With good design as a key ingredient, contemporary culinary culture is having a big impact on neighborhoods, cities, and towns.
We all know that American cities are undergoing a renaissance, with growing populations, the renovation of parks and waterfronts, the proliferation of bike lanes and pedestrian promenades. But here's another leading indicator of renewed urban vitality: food, in the form of new restaurants, cafés, and the farmers' markets that have sprouted everywhere in the last few years, even in the most precarious urban centers.
Take Detroit. When the über-cool barbecue joint Slows Bar BQ opened in 2005, just across from the crumbling symbol of the city's lost grandeur, the hulking ruin of Michigan Central Station, it became an instant hit with young urban pioneers and out-of-towners alike. Along with the increased bustle of the city's historic Eastern Market, it is part of a 21st-century culinary story that has been repeated across the Rust Belt. In downtown Cleveland on East Fourth Street, once moribund after dark except for drug dealers, there are now more than a dozen restaurants along a vibrant two-block stretch—including Lola, the flagship of Iron Chef Michael Symon, and chef Jonathon Sawyer's Greenhouse Tavern, central to the city's locavore scene.
As urban jump-starters, restaurants are often the first catalysts to turn around a declining neighborhood. New York chef and consultant Rozanne Gold explains it this way in “Dining by Design” (page 64): “Restaurants used to want a good address. But now out-of-the-way locations actually add to the cachet of a place.”
Architects have long played a big role in the success of restaurants, matching the visual aesthetics to what lands on the plate. You can see how gracefully that can be done in such projects as Workshop Kitchen + Bar in Palm Springs, California, by the firm SOMA (page 106). Its starkly elegant concrete interior and warmly lit bar (by the lighting designers at .PSLAB) complement the subtly sophisticated cuisine.
In this issue, we also look at design across the culture of food—from farm structures to market stands to a vineyard to a bake shop, as well as spots for fine dining. The chief concept behind every phase of food production, marketing, preparation, and consumption these days is “authenticity”–a reflection of consumer demands for sustainability and locally sourced edibles–expressed in both foodstuffs and the architecture that surrounds them. A perfect example is SHED, a pointedly simple emporium in Healdsburg, California, that possesses an earthiness missing from the precious establishments that dominate the upscale Sonoma County town (page 96). Designed by Jensen Architects of San Francisco, SHED employs a standardized metal-and-glass building system to create a two-story retail outlet of local gourmet products and modestly stylish housewares, as well as a café and a contemporary “grange” for community events.
Designers are applying their talents all along the food chain—from a beautifully crafted dairy barn for teaching at Cornell University by Erdy McHenry Architecture (page 80) to an elegant egg-shaped cedar-wood chicken coop by Matthew Hayward and Nadia Turan (page 48). Even farm animals, it turns out, benefit from high-design habitats, which can help cows produce more milk and hens lay more eggs.
Who knew good architecture could do all that?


**TASK REQUIREMENTS**
Scan the lines below; pull out those with "American".

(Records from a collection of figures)
[Start of Attachment]
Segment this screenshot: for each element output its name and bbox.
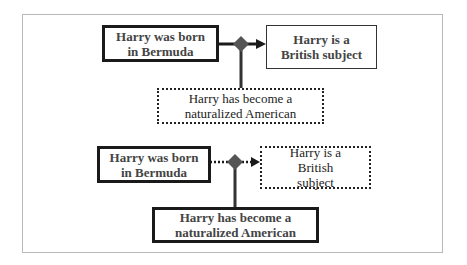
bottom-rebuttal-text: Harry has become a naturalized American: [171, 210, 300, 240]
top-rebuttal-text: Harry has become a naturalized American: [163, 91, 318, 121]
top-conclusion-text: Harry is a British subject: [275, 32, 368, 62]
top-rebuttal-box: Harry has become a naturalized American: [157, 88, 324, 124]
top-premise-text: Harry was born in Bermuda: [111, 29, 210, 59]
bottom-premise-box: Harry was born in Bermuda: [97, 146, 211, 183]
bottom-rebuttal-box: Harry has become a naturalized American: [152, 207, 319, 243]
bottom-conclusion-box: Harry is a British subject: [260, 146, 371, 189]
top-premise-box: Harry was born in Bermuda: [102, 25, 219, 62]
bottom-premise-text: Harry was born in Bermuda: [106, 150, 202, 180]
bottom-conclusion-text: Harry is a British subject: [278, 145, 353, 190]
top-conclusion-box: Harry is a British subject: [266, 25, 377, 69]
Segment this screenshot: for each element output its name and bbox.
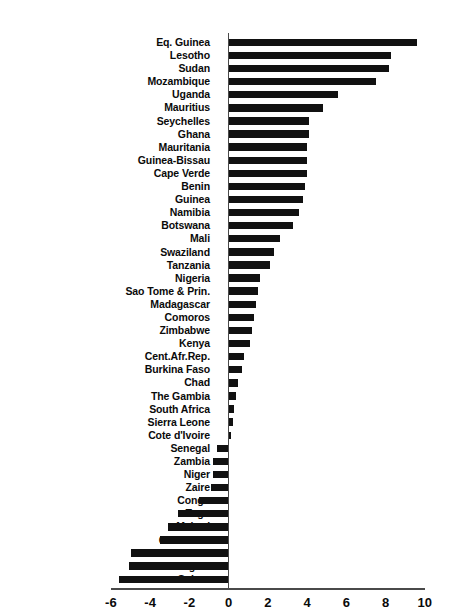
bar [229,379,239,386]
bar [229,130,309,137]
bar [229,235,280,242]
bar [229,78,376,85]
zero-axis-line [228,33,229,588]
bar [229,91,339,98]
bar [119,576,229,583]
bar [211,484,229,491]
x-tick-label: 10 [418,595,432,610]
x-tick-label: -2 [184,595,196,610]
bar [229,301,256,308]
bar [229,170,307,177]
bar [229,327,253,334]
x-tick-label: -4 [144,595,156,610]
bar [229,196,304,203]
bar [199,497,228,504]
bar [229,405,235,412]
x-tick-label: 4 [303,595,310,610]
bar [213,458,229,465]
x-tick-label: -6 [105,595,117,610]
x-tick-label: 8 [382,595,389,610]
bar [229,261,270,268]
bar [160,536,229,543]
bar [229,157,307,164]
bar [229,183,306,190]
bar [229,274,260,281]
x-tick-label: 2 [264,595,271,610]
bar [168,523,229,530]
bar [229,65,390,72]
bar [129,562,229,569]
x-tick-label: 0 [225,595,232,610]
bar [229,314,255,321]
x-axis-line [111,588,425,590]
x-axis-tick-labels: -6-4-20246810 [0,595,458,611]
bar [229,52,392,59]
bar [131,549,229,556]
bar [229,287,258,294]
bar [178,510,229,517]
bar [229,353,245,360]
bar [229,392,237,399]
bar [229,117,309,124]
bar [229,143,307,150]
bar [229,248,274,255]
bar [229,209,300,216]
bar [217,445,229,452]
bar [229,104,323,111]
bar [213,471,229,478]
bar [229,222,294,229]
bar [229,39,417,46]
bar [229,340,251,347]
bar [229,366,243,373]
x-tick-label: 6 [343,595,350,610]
[End of Attachment]
**RESULT OF THE EXERCISE**
bottom-rebuttal-text: Harry has become a naturalized American: [171, 210, 300, 240]
top-rebuttal-text: Harry has become a naturalized American: [163, 91, 318, 121]
top-rebuttal-box: Harry has become a naturalized American: [157, 88, 324, 124]
bottom-rebuttal-box: Harry has become a naturalized American: [152, 207, 319, 243]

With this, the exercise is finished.